His set reminds me of the Opera Circuit album a little, actually. This record starts with the deceptively pastoral chirping of crickets, and Seems Almost Impossible is a clear link to the earlier sparse beauty of The Gospel of Progress. By the next song he’s cranked it up, the stomping, insistent Diggin’ a Grave using banjo, fiddle and an rattling rhythm to change the pace entirely. Gone is the fireside confessional – this is now clearly a different animal. By the end of the album You’re Only Lonely builds and builds to a frenzy of guitar reminiscent of The Willard Grant Conspiracy’s epic Let It Roll and, with Don’t Leave Me Now, the whole thing closes in a fuzz of noise and intrusively chattering voices, tailing off into a plaintive, lonely violin.
Hinson, when young, got tangled up with a vogue cover girl and rock ‘n’ roll widow, an association which turned very, very sour and descended into a downwards spiral of pharmaceuticals and depression. As it came to its head he spent some time in jail for falsifying prescriptions and on his release, homeless and penniless, moved from one friend’s floor to another until he eventually had to declare bankruptcy, move into a motel room and take a call centre job. During this period he wrote a lot of music on borrowed instruments, which later turned into Gospel of Progress with the help of The Earlies. And now, in his own words, “this is the first time in my whole life I’ve been anything like successful at damn near anything”. He deserves it.
Drawing this explosion of raw emotion to a close, he dedicates a gentle, lovely version of John Denver’s This Old Guitar to his father. He tells us that he’s done some really stupid things in his life and during that time just about the only thing that held his family together was music, and the music of John Denver in particular. Listening to his albums again to write this review, the ragged, raw side of the music so evident in his performance starts to become more obvious, showing through the gentle loveliness that you first hear when you play Gospel of Progress. It’s only now that you start to understand Mr. Hinson, I suspect. The lyrics to This Old Guitar are here. Read them. I suspect they may apply to Micah Paul Hinson as much as they’ve ever applied to anyone.

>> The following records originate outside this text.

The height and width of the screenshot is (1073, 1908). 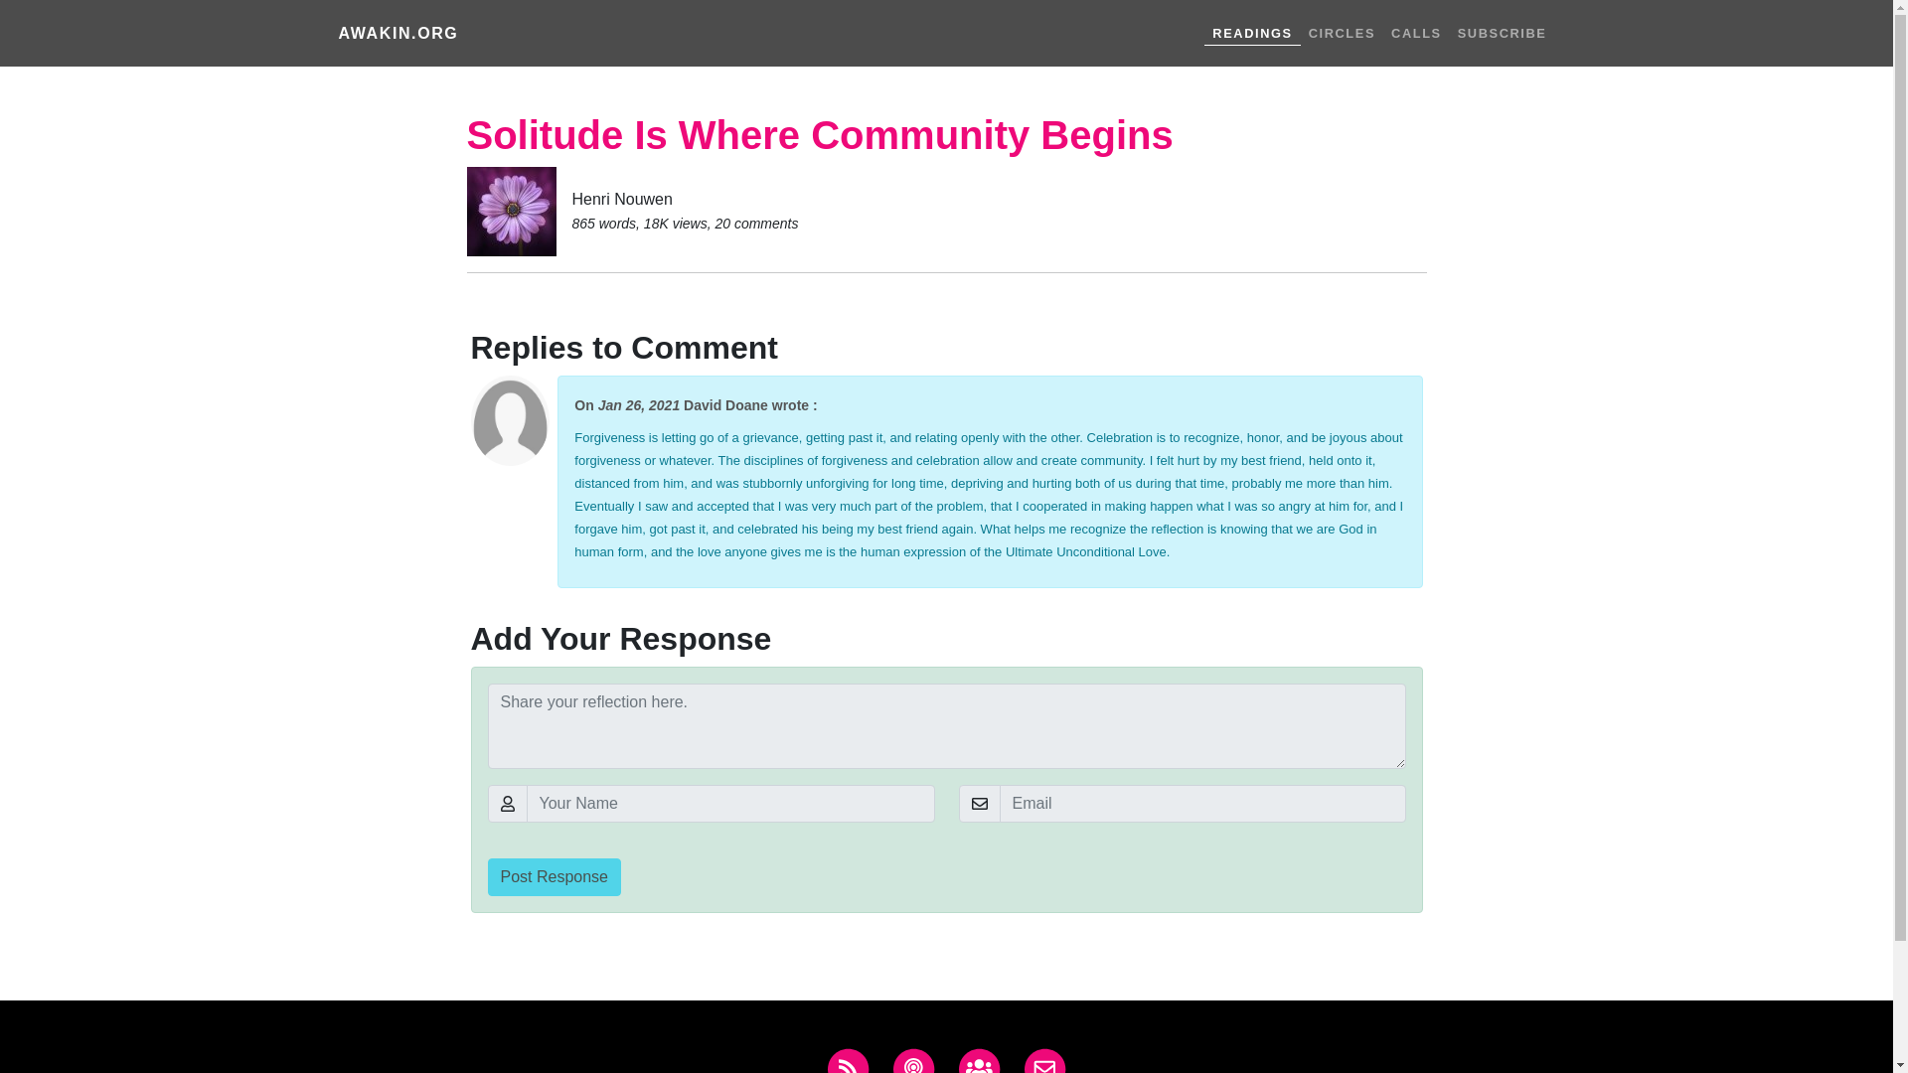 What do you see at coordinates (1502, 33) in the screenshot?
I see `SUBSCRIBE` at bounding box center [1502, 33].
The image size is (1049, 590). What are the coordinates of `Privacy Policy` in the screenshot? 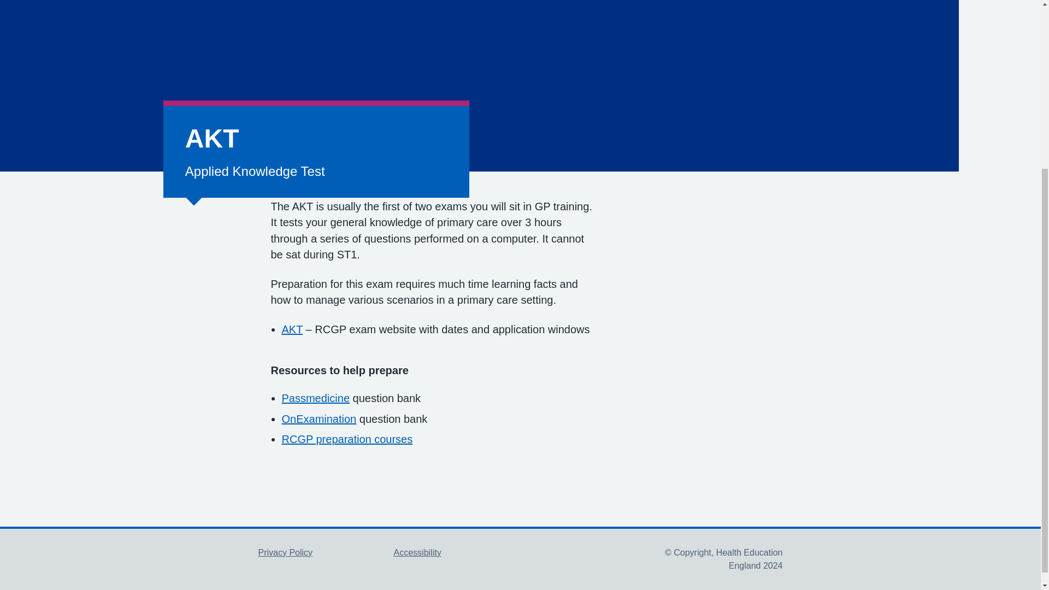 It's located at (285, 553).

Micah P. Hinson – Patience From The Gospel of Progress
Micah P. Hinson – Diggin’ a Grave
Micah P. Hinson – You’re Only Lonely From The Opera Circuit
Richard Hawley – Hotel Room Rather surprisingly, he played this. It was superb, too.


Great post – thank you. I missed Micah P Hinson when he played here in Leeds and was gutted – so good to hear about his showmanship (if that’s the right word)by proxy.
Cheers again,
Beth
Glad you enjoyed it. Honestly, if you can see him next time he’s around, do it, but be prepared!
And I’m not sure showmanship is exactly the right word really – it’s more sincere than that. There certainly doesn’t seem to be any calculation to it, which is probably why it’s so arresting.
i could’ve used the song “patience” for my post today. great track. love how it grows more and more full and loud and desperate as it works its way to the end.
That side of it really was amazing live. He just let more and more go as the song built.